In MySQL, a cursor is a database object that lets you step through the rows of a result set one by one, typically inside a stored procedure or function. Instead of handling all matching rows in one big batch (as regular SELECT or UPDATE does), a cursor processes records sequentially, which is useful when you need per‑row logic that depends on external conditions, multiple steps, or external systems.

Cursors are most common in stored programs that must implement complex business rules, batch processing, or workflows where each row triggers a different set of actions, such as logging, validation, or calling other procedures.

How a Cursor Works

A cursor is tied to a specific SELECT statement and follows a four‑step pattern:

  1. DECLARE the cursor and the SELECT that defines its result set.

  2. OPEN the cursor to execute the underlying query and prepare the data for reading.

  3. Fetch rows one at a time into local variables using the FETCH statement.

  4. CLOSE the cursor when done to free up internal resources.

During the fetch loop, MySQL places the column values of the current row into the declared variables, and your code can then perform ordinary SQL operations (INSERT, UPDATE, DELETE, CALL, etc.) based on those values.

Syntax and Life Cycle

MySQL requires you to declare the cursor and its associated variables before opening it. You also usually declare a continue handler to handle the NOT FOUND condition when the last row has been read.

Basic Example


In this example, the cursor reads every active employee row, places the values into emp_id, emp_name, and emp_salary, and then inserts a log entry for each one. The process repeats until all rows are consumed.

Key Cursor Statements

  • DECLARE CURSOR:

    • Defines the cursor and links it to a SELECT statement.

    • Must appear before OPEN and inside the BEGIN ... END block.

  • OPEN cursor_name:

    • Executes the underlying SELECT and prepares the result set for fetching.

  • FETCH cursor_name INTO var1, var2, ...:

    • Reads the next row and stores its column values in the declared variables.

  • CLOSE cursor_name:

    • Releases the cursor and its internal resources.

  • Continue handler for NOT FOUND:

    • A CONTINUE HANDLER that detects when there are no more rows and sets a flag to exit the loop. MySQL raises the NOT FOUND condition when FETCH reaches the end.

When to Use Cursors

Use a cursor when:

  • You need row‑by‑row processing, such as:

    • Validating each record against business rules.

    • Calling external procedures or functions for each row.

    • Performing conditional inserts or updates that depend on the current row and other system state.

  • You are implementing batch or ETL‑style logic that is easier to express in an iterative style (for example, “process each order and update multiple dependent tables”).

  • You want fine‑grained control over the order and conditions under which each row is processed, including early exits or complex branching.

Downsides and Performance

  • Performance overhead:

    • Iterating over rows one by one is usually much slower than set‑based operations such as UPDATE ... WHERE, INSERT ... SELECT, or JOIN‑based queries.

  • Resource usage:

    • Each open cursor consumes memory and internal structures; leaving cursors open can waste resources, especially in long‑running procedures.

  • Increased complexity:

    • Managing OPEN, FETCH, CLOSE, and loop‑control logic makes the code longer and harder to debug.

Because of these drawbacks, best practice in MySQL is to prefer set‑based SQL whenever possible and limit cursors to scenarios where per‑row control is genuinely required.

Cursor vs Set‑Based Operations

ScenarioBetter approach
Update many rows with same ruleUPDATE ... WHERE (set‑based)
Insert many rows from a selectINSERT ... SELECT
Rows must be processed with custom logic per rowCursor loop
Need to call procedures or complex steps per rowCursor

In many cases, you can mix cursors and set‑based operations: for example, use a cursor only for the “custom logic” step while still relying on set‑based SQL for bulk data changes.

For beginners, a cursor is like a fingerprint scanner going through a guest list one name at a time: it reads one record, checks it, and logs the visit, then moves to the next name, repeating until the list is finished. In MySQL, it does the same thing with database rows, giving you a way to implement detailed, step‑by‑step workflows inside stored procedures.

Summary

A cursor in MySQL allows stored procedures and functions to iterate over a result set row by row, enabling custom per‑row logic that cannot be expressed easily with pure SQL. It is declared, opened, fetched, and closed using specific SQL statements and usually paired with a NOT FOUND handler to control the loop. While very useful for complex, row‑oriented workflows, cursors should be used sparingly because set‑based operations are generally more efficient in MySQL.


YOUR INSTRUCTIONS:
A single number is wanted: how many lines of the records below contain the word "Electronic".

───── DATA FOR ANALYSIS ─────

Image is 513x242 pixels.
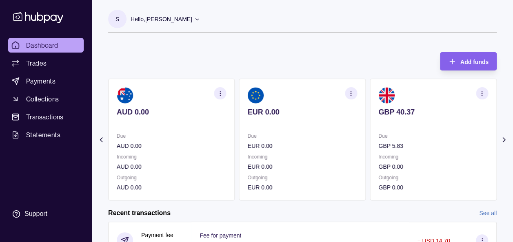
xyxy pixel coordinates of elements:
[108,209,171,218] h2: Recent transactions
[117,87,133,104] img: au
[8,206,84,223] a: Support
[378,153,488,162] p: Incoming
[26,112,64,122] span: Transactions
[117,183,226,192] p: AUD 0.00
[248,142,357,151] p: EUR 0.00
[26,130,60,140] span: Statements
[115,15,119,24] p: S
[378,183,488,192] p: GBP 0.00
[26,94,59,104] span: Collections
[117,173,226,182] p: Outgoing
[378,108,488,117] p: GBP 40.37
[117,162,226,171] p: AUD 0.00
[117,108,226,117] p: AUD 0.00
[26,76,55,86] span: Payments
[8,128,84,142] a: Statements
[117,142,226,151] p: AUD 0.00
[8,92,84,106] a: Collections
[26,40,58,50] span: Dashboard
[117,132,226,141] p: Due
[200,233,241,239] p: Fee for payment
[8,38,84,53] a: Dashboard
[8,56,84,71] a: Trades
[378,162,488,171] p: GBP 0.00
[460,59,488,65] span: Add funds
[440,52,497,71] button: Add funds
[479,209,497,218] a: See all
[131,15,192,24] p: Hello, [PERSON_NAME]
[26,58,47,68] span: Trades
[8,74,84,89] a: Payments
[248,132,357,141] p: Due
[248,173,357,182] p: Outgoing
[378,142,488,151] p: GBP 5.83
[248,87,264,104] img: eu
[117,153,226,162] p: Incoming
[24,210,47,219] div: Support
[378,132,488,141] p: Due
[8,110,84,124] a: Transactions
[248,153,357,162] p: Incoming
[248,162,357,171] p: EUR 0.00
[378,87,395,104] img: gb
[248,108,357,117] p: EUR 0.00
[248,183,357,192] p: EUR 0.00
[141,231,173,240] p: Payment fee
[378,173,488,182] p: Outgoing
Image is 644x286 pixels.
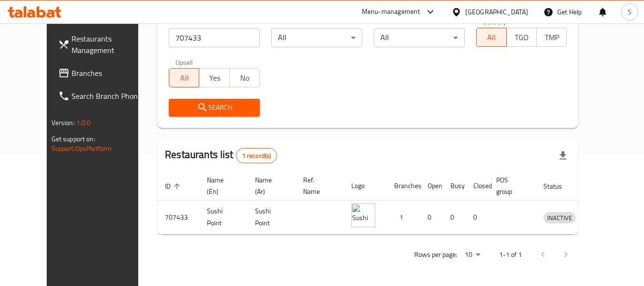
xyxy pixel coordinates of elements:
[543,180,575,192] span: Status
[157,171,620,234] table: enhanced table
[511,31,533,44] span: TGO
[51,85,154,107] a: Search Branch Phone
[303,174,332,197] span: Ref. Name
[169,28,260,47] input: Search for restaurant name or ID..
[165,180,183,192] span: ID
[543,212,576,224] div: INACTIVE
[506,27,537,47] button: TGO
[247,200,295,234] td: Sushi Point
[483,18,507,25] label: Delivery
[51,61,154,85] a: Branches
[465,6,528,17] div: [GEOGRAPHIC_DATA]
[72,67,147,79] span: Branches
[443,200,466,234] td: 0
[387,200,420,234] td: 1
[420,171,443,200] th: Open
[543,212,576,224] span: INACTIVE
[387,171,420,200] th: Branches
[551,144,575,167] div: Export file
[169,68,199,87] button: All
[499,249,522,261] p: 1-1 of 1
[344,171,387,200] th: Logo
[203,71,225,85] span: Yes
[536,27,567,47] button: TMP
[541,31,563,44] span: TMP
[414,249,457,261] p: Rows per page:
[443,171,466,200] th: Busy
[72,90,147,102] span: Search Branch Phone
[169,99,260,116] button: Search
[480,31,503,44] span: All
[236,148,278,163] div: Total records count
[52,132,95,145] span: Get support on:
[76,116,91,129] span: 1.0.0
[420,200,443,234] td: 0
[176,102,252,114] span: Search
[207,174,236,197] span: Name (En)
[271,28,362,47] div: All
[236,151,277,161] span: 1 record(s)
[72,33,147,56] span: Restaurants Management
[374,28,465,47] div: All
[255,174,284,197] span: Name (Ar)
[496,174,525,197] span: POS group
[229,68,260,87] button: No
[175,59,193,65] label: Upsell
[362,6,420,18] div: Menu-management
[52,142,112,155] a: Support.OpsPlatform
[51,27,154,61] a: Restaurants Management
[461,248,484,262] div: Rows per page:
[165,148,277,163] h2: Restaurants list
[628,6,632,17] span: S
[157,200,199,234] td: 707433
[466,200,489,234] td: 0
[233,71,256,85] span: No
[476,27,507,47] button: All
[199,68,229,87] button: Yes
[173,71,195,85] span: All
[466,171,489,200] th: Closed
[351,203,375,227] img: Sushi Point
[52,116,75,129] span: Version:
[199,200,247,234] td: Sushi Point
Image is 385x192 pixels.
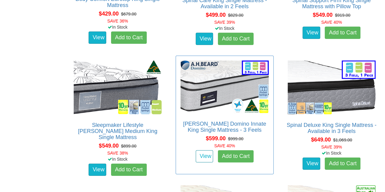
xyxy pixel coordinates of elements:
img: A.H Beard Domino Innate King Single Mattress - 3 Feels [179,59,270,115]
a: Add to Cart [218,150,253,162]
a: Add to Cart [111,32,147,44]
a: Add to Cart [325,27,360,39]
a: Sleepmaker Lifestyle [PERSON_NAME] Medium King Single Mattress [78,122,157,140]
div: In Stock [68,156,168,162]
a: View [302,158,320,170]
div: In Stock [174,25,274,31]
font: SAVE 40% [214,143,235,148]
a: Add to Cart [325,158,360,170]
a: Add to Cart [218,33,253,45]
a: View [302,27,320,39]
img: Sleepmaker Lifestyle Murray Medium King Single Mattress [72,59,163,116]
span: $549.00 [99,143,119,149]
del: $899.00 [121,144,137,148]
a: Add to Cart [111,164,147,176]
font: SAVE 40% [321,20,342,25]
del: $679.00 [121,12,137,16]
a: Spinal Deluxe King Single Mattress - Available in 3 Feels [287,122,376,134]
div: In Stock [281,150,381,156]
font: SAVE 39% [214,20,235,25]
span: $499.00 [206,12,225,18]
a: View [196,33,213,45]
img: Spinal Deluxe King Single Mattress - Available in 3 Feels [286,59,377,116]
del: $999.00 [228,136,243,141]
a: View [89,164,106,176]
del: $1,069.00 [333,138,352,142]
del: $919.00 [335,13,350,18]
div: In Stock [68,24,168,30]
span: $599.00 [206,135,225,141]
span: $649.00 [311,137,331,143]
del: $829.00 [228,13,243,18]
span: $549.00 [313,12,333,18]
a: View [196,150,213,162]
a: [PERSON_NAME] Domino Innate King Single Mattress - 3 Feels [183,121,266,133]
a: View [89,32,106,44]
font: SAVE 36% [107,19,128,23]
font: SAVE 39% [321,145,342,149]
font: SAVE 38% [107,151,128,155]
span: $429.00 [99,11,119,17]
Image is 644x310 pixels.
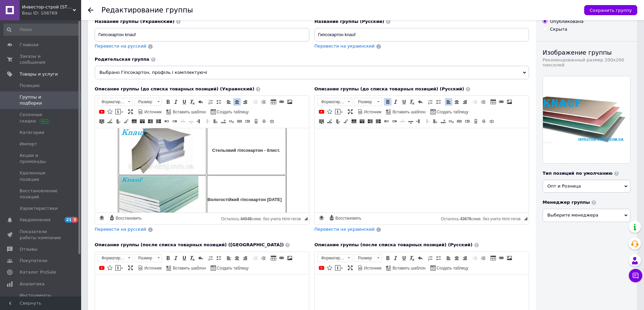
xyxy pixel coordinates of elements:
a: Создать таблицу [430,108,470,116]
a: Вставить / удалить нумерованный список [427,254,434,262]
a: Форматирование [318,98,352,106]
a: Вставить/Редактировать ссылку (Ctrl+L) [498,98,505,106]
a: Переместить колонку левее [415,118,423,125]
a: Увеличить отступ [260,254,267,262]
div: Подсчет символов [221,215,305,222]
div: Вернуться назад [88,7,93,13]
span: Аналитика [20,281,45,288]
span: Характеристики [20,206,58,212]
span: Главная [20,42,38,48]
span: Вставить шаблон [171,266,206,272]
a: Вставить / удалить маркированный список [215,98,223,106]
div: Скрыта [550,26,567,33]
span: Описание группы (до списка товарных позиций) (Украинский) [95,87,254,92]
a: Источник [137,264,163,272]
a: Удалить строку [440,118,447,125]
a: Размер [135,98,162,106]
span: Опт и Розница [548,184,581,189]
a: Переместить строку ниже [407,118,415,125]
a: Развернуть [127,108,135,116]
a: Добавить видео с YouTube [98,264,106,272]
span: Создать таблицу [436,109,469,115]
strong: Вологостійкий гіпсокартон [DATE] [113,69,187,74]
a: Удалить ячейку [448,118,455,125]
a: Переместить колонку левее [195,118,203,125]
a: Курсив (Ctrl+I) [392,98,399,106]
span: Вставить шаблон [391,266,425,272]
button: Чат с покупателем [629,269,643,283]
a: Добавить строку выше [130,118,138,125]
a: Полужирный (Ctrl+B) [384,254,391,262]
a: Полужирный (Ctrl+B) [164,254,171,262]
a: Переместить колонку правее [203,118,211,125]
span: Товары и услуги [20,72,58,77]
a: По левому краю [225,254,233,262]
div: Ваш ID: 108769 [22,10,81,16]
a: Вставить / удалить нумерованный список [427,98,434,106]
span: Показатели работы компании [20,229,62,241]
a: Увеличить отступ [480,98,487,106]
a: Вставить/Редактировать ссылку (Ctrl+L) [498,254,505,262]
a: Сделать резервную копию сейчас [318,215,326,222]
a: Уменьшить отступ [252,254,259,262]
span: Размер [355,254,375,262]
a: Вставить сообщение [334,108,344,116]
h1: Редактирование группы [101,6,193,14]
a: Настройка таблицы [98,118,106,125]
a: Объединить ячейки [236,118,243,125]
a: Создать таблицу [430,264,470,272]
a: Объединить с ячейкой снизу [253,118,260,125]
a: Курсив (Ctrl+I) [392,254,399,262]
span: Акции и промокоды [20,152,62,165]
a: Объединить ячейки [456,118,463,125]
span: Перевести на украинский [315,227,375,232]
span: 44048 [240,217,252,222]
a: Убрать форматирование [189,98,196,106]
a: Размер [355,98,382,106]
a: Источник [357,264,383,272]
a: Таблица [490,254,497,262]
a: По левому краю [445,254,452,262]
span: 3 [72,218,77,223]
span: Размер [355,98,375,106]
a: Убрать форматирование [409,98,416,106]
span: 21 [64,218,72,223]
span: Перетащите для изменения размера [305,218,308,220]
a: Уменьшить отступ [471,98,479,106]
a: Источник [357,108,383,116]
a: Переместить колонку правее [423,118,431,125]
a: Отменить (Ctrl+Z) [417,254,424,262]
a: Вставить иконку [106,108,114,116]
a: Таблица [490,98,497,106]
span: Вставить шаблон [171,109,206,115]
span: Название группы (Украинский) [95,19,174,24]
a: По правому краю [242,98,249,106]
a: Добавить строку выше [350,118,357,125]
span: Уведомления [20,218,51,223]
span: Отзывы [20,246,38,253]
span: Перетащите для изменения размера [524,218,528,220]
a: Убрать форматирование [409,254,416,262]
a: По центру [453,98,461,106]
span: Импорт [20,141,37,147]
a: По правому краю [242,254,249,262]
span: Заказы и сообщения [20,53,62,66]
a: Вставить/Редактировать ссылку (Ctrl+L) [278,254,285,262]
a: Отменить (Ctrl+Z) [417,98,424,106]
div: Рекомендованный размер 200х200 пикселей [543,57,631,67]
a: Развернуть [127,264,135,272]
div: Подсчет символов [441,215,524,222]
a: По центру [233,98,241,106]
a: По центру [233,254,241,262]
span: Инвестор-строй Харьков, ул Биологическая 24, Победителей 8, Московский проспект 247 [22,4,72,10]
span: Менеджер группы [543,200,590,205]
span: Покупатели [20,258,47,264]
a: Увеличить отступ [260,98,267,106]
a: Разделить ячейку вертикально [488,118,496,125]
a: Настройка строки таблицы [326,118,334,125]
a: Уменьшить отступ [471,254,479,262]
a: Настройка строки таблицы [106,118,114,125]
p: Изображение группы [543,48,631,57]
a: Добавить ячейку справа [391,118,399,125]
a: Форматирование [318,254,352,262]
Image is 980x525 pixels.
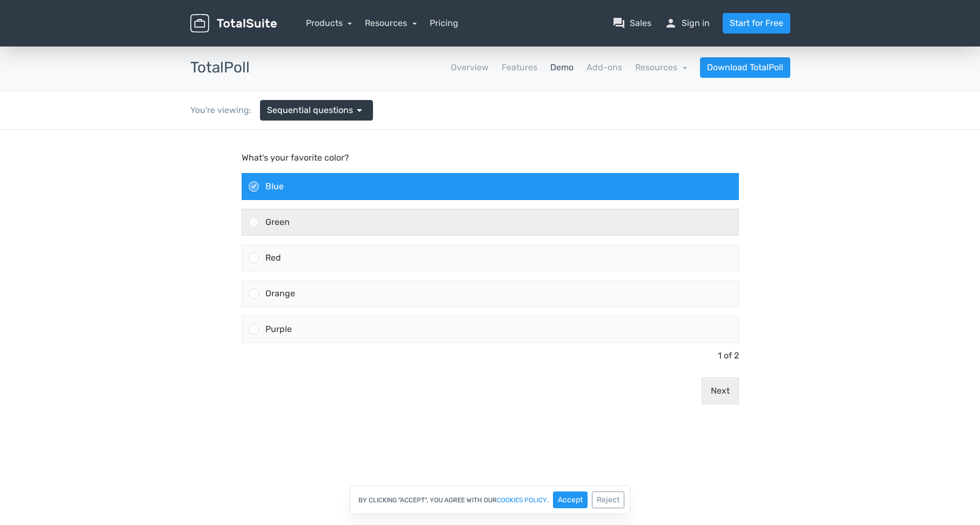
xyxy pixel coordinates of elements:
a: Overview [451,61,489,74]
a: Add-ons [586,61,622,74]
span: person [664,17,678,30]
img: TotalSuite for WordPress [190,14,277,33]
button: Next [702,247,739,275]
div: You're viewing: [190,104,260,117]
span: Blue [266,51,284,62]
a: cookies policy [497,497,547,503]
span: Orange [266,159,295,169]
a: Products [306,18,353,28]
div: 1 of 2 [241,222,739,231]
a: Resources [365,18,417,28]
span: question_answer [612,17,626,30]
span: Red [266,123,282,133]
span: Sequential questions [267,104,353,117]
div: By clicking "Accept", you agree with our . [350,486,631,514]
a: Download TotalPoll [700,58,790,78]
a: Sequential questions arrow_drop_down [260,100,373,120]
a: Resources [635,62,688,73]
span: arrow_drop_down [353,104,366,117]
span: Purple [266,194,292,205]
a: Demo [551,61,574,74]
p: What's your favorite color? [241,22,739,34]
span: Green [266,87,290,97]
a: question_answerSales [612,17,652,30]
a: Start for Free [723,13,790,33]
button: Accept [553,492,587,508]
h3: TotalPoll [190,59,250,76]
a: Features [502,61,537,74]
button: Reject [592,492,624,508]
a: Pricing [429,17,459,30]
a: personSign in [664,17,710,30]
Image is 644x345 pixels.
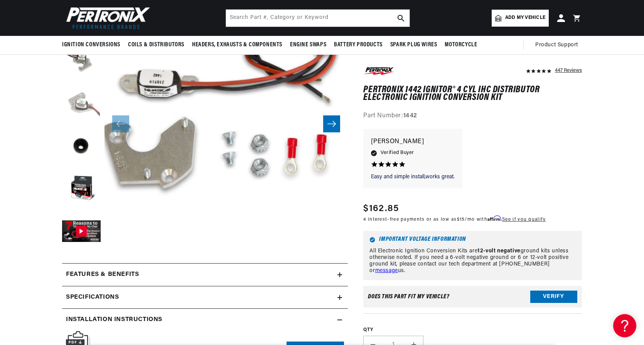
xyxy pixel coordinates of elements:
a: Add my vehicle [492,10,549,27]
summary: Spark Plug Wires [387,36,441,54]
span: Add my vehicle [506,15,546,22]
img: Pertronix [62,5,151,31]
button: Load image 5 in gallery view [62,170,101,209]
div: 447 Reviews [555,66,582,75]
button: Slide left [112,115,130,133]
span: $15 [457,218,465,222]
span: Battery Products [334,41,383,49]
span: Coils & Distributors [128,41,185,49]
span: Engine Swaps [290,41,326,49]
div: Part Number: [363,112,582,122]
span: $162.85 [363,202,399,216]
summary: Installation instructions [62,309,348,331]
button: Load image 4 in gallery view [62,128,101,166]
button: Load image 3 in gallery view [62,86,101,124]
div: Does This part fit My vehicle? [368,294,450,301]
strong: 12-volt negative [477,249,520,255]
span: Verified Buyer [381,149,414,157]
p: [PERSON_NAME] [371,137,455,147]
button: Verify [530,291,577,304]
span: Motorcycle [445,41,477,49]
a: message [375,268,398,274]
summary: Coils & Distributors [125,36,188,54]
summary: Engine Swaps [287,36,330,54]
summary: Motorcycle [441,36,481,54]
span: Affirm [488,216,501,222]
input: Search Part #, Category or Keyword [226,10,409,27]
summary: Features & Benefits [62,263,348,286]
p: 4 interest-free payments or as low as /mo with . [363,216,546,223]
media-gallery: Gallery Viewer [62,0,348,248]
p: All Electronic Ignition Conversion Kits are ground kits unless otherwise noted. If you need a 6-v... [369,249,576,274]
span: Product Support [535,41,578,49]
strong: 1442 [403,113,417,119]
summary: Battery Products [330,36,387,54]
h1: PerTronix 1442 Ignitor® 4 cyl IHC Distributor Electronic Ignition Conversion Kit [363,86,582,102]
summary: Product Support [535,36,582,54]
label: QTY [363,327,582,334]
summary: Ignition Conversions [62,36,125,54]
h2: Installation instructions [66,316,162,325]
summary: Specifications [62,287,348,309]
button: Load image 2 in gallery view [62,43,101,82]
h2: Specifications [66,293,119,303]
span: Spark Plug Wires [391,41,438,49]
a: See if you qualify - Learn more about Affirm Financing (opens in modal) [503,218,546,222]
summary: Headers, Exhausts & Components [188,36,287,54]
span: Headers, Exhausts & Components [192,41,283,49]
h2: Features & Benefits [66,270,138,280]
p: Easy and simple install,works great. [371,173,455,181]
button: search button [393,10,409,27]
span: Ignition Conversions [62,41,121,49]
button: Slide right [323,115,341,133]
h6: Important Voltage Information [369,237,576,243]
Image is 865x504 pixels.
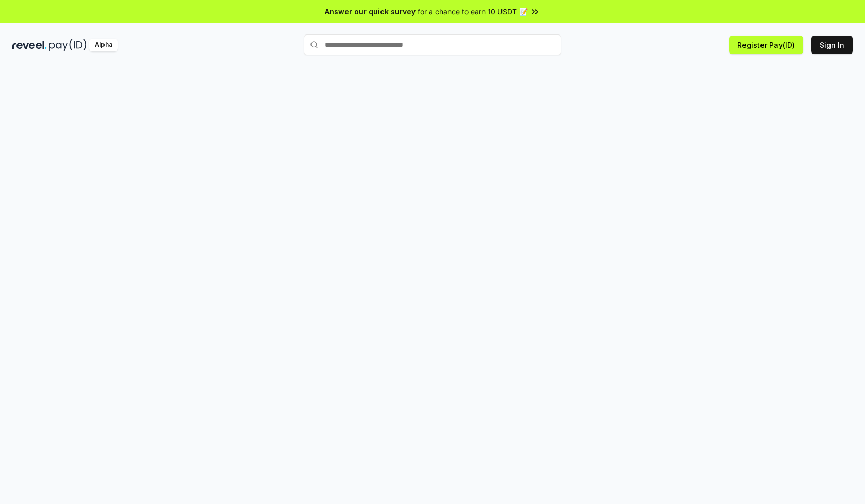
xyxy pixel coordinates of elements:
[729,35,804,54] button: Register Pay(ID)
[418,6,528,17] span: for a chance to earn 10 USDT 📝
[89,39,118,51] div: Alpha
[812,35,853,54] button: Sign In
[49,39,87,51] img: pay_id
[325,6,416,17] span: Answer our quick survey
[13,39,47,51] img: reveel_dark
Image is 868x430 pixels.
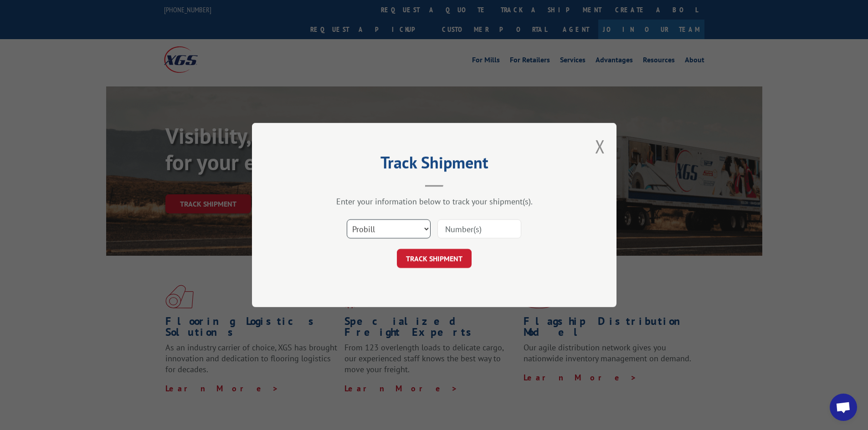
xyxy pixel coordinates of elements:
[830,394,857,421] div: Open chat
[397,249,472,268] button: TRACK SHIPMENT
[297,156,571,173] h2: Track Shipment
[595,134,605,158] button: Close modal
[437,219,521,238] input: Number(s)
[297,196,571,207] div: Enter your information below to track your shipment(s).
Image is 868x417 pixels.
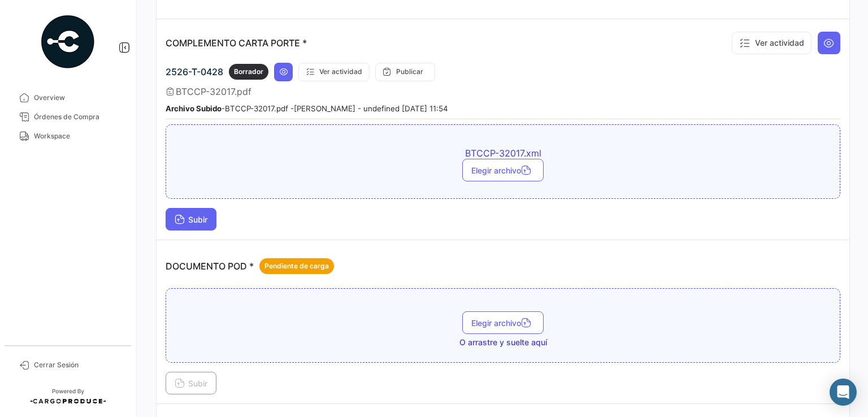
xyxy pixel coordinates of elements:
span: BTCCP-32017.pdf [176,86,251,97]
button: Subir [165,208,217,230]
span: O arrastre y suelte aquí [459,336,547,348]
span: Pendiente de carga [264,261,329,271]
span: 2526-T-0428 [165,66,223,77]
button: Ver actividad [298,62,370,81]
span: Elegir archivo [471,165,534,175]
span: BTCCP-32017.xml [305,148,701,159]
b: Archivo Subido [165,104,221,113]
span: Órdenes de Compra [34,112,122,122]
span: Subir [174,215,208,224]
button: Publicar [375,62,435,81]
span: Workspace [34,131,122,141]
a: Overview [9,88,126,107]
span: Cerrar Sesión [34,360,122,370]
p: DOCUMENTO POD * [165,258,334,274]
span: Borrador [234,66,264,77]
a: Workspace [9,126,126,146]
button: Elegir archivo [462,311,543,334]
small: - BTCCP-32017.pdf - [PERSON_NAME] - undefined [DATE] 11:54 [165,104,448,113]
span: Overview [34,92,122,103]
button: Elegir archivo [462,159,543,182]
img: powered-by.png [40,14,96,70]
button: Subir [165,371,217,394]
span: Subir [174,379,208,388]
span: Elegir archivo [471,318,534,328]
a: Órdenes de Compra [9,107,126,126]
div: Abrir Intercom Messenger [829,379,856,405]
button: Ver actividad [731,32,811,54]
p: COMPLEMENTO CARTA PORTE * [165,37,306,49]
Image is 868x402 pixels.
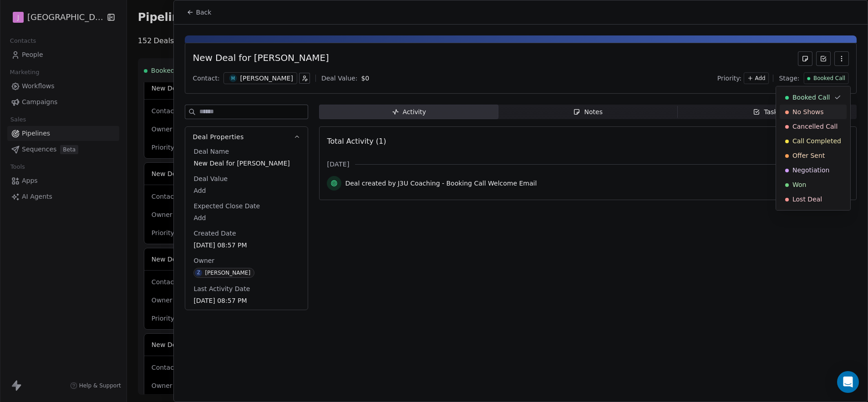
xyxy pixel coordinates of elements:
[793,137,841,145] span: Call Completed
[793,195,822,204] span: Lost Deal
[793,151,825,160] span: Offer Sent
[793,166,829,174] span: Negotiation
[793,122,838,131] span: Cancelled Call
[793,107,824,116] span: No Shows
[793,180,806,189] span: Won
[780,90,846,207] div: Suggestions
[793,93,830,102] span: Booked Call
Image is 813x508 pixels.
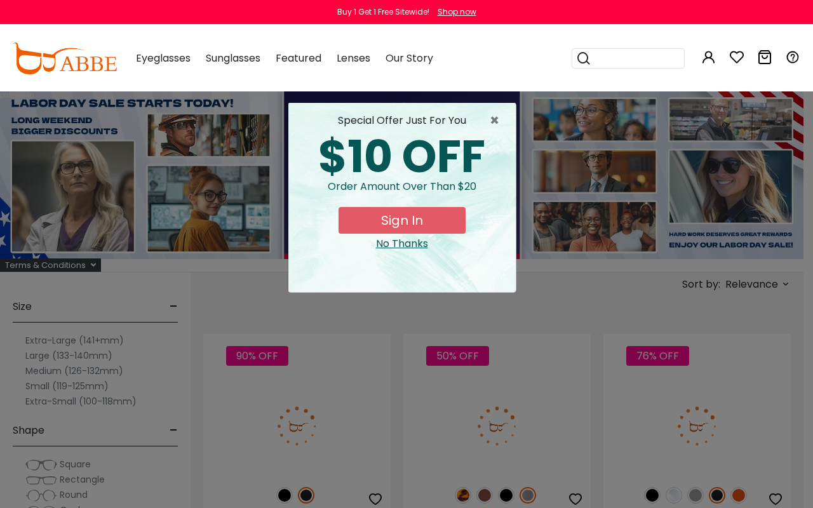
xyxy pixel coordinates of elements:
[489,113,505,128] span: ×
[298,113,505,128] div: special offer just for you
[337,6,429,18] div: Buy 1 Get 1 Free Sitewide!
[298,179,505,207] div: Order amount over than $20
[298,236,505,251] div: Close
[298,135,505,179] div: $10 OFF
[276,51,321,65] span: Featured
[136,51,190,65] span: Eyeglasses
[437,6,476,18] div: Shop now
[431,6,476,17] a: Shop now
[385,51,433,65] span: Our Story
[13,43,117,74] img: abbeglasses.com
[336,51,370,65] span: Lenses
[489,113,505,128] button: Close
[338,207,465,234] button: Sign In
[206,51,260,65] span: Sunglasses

─────

ANSWER TO THIS EXERCISE:
2